In 1989 Cher released her chart topping: If I Could Turn Back Time. She was 43-years-old then and it seemed for a while, she did exactly that – turn back time. The album marked a comeback that has continued, on and off, to the present. This year she hits the ripe old age of 65, but she doesn’t look 65. She looks eerily like she did over 20 years ago, back in 1989. Maybe she will release a new song titled, I Turned Back Time.
How does she do it? Only her plastic surgeon knows for sure.
From what I can see, this longing to “turn back time” is deeply embedded in the American psyche. From Botox to plastic surgery, altered noses and cheekbones, facelifts and butt enhancements, breast enlargements to tummy tucks….
The first breast enlargement was performed in Dallas in 1962 and the trend has been getting bigger ever since. It was Cher’s generation – the boomers – who came up with this idea of fighting back against the effects of aging, of improving on God’s handiwork, of turning back time.
Have their lives really been so good for so many of them that they want to prolong them in anyway they can? Were their youthful years so golden that everything afterward had been a letdown and a disappointment and so the purpose of their lives has become a frantic back pedaling to the halcyon days of yore? Or are they just all so afraid of what comes after… if anything?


Retrieve every line from the records in which the word "Privacy" occurs.

Segment Start: Data provided

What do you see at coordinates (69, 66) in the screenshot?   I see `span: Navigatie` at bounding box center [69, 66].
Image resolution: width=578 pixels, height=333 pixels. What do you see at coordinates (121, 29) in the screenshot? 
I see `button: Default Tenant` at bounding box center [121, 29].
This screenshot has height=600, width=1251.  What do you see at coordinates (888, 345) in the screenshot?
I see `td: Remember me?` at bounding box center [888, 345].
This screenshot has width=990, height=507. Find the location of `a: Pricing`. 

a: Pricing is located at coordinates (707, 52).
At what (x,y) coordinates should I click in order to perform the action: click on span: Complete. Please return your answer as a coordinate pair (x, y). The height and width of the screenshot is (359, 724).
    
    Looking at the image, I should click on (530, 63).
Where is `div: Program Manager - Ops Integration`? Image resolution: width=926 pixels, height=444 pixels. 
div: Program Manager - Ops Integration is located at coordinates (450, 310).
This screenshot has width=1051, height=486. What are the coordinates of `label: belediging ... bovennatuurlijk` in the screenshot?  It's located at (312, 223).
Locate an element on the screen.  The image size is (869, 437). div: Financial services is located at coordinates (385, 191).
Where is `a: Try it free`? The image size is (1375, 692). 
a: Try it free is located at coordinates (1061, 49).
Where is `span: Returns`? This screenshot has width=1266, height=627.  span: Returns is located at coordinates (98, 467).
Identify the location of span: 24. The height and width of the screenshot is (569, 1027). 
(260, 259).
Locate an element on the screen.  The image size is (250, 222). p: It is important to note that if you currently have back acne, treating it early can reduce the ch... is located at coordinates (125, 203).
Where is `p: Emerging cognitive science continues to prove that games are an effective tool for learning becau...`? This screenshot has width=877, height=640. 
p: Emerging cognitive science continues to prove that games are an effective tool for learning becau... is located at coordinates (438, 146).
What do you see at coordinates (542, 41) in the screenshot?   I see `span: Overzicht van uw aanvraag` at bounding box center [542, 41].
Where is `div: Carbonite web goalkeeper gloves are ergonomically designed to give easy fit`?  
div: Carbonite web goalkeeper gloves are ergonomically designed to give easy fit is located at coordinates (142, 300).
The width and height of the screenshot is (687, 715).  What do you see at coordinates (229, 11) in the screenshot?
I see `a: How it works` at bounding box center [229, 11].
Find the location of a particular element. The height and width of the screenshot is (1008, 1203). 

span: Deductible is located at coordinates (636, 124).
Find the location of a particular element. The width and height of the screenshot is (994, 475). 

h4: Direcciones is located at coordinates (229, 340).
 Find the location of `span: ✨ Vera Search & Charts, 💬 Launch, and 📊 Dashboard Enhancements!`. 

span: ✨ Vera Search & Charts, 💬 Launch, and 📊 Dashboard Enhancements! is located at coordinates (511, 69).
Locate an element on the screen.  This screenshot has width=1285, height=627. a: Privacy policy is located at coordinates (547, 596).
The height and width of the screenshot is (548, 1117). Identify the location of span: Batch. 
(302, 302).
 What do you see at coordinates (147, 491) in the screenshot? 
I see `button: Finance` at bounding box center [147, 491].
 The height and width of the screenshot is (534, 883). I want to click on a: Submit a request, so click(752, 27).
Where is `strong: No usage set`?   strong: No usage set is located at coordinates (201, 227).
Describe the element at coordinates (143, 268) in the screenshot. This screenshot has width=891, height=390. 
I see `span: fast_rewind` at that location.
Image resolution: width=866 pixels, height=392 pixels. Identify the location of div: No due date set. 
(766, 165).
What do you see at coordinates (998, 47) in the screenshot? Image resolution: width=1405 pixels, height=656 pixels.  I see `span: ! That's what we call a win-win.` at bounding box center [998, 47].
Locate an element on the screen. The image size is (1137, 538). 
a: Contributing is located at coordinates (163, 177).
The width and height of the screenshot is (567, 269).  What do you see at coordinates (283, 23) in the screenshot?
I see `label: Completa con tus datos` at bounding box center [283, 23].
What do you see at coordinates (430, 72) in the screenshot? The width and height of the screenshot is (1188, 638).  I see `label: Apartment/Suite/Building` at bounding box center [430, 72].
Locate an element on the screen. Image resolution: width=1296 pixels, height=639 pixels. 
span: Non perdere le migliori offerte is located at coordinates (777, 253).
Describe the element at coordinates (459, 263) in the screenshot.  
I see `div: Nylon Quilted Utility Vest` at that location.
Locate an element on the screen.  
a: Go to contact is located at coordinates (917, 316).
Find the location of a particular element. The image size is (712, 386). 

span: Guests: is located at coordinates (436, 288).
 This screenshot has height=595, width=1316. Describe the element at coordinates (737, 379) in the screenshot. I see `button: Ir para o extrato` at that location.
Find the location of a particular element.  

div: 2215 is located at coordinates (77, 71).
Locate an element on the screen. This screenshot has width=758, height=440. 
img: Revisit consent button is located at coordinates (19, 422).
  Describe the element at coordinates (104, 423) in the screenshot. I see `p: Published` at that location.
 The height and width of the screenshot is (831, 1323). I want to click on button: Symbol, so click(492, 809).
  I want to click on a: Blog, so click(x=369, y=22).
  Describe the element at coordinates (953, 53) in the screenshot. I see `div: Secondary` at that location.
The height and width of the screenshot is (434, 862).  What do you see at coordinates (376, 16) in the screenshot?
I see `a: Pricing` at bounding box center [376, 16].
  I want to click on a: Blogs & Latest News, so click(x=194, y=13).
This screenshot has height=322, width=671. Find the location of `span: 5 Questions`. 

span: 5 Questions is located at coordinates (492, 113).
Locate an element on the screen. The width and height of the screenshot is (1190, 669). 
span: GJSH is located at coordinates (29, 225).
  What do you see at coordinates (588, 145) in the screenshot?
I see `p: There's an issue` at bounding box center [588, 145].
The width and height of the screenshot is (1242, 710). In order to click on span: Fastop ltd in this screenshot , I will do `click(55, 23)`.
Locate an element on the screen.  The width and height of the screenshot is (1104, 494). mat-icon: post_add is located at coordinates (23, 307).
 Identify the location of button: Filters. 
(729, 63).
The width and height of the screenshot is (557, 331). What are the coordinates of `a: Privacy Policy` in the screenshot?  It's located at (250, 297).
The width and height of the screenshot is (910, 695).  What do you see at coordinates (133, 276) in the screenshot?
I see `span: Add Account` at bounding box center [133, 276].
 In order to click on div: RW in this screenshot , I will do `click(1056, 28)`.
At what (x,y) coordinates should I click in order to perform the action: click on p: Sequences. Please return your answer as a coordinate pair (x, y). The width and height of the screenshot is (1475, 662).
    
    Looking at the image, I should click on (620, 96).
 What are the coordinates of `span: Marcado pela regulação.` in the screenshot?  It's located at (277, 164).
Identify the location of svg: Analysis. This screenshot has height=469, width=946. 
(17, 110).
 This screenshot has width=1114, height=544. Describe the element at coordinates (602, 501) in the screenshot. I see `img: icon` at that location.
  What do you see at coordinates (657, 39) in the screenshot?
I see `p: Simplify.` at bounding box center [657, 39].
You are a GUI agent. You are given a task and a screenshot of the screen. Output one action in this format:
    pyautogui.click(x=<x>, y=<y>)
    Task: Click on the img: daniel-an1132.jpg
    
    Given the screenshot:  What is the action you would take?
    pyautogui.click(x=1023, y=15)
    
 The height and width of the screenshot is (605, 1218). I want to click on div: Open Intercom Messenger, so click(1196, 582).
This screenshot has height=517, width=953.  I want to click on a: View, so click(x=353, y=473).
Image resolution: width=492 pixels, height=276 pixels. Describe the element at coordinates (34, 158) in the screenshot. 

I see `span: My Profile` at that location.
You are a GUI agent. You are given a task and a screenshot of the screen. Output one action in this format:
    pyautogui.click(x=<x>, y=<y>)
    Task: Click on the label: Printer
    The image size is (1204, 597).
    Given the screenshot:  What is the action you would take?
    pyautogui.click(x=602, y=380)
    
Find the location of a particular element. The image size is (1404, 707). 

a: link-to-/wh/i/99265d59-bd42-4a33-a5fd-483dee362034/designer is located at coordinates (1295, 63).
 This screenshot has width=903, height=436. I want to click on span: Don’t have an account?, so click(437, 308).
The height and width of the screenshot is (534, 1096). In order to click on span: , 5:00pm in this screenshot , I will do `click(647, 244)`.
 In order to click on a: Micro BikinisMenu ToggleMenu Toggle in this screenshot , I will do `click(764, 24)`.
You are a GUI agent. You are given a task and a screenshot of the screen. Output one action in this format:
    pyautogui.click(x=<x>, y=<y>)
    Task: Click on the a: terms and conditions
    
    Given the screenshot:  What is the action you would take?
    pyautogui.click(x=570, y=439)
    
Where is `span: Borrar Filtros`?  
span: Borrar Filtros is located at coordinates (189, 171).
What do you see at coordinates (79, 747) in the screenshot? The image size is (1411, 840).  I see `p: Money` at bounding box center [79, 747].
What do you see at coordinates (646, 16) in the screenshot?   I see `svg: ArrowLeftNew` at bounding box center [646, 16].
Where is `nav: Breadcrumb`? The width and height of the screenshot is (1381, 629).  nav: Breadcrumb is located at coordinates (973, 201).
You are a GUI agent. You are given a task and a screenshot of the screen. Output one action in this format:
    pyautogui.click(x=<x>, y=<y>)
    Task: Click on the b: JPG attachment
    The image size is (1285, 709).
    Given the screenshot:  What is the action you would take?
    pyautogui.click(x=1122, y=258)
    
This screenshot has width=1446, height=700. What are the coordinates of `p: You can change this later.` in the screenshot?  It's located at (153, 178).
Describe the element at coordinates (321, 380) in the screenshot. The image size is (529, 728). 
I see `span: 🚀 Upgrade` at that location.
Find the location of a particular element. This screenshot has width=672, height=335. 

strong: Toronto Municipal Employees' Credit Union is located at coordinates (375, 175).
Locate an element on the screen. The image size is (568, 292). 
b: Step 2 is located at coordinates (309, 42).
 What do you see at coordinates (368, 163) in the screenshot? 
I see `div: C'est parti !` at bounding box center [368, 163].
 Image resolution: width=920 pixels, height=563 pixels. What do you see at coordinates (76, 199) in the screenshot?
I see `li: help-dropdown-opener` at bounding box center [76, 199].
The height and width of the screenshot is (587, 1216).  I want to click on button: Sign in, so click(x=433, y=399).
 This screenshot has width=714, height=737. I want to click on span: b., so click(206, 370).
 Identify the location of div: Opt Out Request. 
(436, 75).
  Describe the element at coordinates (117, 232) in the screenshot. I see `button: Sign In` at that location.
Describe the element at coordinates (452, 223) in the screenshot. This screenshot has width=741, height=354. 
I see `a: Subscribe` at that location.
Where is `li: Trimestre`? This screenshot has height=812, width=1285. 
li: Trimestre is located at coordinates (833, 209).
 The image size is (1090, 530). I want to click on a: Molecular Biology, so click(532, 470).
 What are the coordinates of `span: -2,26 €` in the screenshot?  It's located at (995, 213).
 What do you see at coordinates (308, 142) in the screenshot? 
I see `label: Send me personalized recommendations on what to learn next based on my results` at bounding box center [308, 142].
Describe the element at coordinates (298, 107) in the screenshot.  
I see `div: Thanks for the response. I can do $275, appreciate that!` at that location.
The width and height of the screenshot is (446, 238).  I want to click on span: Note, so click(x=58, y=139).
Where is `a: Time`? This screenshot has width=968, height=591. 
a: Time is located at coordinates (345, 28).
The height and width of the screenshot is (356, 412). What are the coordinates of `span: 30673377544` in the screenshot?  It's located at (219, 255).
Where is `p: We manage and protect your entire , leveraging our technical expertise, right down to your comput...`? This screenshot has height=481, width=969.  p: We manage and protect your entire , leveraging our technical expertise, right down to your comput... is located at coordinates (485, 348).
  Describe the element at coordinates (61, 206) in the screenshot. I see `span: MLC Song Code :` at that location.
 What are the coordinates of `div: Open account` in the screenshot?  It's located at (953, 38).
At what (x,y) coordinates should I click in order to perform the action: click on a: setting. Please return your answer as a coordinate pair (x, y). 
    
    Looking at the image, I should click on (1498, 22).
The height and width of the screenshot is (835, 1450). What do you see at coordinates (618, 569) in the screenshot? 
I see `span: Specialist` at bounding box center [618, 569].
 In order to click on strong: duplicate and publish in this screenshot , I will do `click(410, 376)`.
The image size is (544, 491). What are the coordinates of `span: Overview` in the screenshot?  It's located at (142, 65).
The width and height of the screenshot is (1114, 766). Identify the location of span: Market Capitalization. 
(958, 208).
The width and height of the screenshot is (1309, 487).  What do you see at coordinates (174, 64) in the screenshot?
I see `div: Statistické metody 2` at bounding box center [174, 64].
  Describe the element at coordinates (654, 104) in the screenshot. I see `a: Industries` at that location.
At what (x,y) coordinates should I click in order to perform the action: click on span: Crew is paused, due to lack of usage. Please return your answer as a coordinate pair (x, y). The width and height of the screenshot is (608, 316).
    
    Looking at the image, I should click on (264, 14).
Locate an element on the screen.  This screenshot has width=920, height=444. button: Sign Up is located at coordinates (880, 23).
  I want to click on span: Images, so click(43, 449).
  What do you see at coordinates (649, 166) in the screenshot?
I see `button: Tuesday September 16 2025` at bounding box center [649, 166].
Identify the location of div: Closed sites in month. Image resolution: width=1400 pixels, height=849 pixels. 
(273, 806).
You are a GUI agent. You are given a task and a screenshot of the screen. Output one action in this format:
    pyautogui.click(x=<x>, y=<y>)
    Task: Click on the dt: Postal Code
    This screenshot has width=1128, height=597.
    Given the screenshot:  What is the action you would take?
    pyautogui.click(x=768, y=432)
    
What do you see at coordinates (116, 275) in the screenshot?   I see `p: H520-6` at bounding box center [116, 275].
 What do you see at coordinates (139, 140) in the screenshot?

Segment End: Data provided

- _Final answer_:
Locate an element on the screen.  This screenshot has width=1285, height=627. a: Privacy policy is located at coordinates (547, 596).
The width and height of the screenshot is (557, 331). What are the coordinates of `a: Privacy Policy` in the screenshot?  It's located at (250, 297).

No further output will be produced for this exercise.